Vaccaro played Princess Ninga Flinga, an aspiring actress whose career was hampered by the fact that her arms were cut off at the elbows, and the show featured designed-to-offend songs such as “Thalidomide Baby” and “In God’s Shitty Lap.” As for the plot, Reyner summed it up thus: “The show was nonsensical.” She recalled that when Curtis brought the script to Vaccaro, “it was nothing but gibberish. It was a litany, a mishmash — dialogue that was taken from old movies and transposed into a play.” Vaccaro had to make sense out of it, so he set it in a carnival sideshow filled with bizarre characters. He liked directing plays that made little sense, because he could imbue them with his own brand of social satire. “With Heaven Grand in Amber Orbit,” Arcade said, “once again, John took that play and made it into something entirely different, which had nothing to do with anything that Jackie had planned.”

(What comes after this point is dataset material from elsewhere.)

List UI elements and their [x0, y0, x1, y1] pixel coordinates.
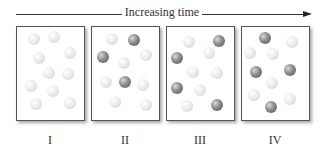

Vaccaro also added original music. “I turned everything into musicals,” he said. “I did a lot of changing. I was very creative, but not everyone liked to have their plays fucked with.” Vaccaro was one of the originators of rock ’n’ roll theatrical music, though others would go on to greater renown (Gerry Ragni and Jim Rado, the cocreators of Hair came to Play-House shows and soaked up ideas). “Heaven Grand in Amber Orbit had great songs,” Michael Arian recalled, “like ‘He’s Got the Biggest Balls in Town.’ It was all pretty extreme. It was exceptional, and really spoke to the time.” The song “Freakin’ On In” was definitely of the moment — a kind of musical manifesto of the East Village scene:

We were “exceptional children”

“Under-achievers” so it seems …

We were born to be looked at

Street stars on side-show screen

Now we’re full fledged freaks, folks

Our Christmas is your Halloween

“It was pretty psychedelic,” Zanetta said, “with all the bright color and the
glitter in the show.” Vaccaro was deeply influenced by visual art, and his shows were akin to living paintings composed of flesh, colorful makeup, and brightly lit glitter. “Heaven Grand was the most incredibly entertaining piece of theater I’ve ever seen,” Arian added. “It was total non sequitur and was as funny as funny could be.” He first saw it while high on LSD, when the cast passed around a dead fish throughout the night just to see what the next person would do with it. “And boy, I got to tell you,” Arian said, “it was really entertaining. It was a sensory overload for real.” Adding to the surreal scene was the venue where Heaven Grand premiered—a funeral home-turned-theater in the midtown district.

“Jackie was a nice person,” Vaccaro said, “but she was very screwed up with drugs.” Some would say the same about Vaccaro, but what really stirred up trouble between the two was their diverging choice of mind-altering substances: Curtis was a speed freak, and Vaccaro’s go-to drug was marijuana. During the Heaven Grand rehearsals, the mercurial Vaccaro grew frustrated with Curtis — who played the lead character, Heaven Grand — after she showed up late and a bit out of it. “I’m going to kick your ass!!!” Vaccaro would shout, until one day he fired the playwright from her own show. “They were always having these horrible fights,” Reyner said, “and so finally he just turned to me and said, ‘You’re playing Heaven Grand.’ ”

The fallout between Vaccaro and Curtis blurred the lines between high drama, slapstick comedy, gangster movies, and real life — Vaccaro ranted every day that he was going to have Curtis killed (it was rumored that the Italian director had ties to the mob). “I’m gonna call Joey Gallo,” he would scream. “I’m gonna break Jackie’s legs!” Curtis hid out at an Avenue B loft belonging to painter Larry Rivers, and Arcade would stop by after rehearsals. “It was totally insane,” Arcade said. “I mean, Jackie was terrified of Vaccaro, but it was also kind of a joke. Like it was both, a joke and it was real. Reality, per se, didn’t exist.”

Meet the author: October 23, 6:30pm, with Bibbe Hansen, Mary Lou Harris, and Cynthia Carr. October 24, 6pm, with Agosto Machado and Lisa Jane Persky.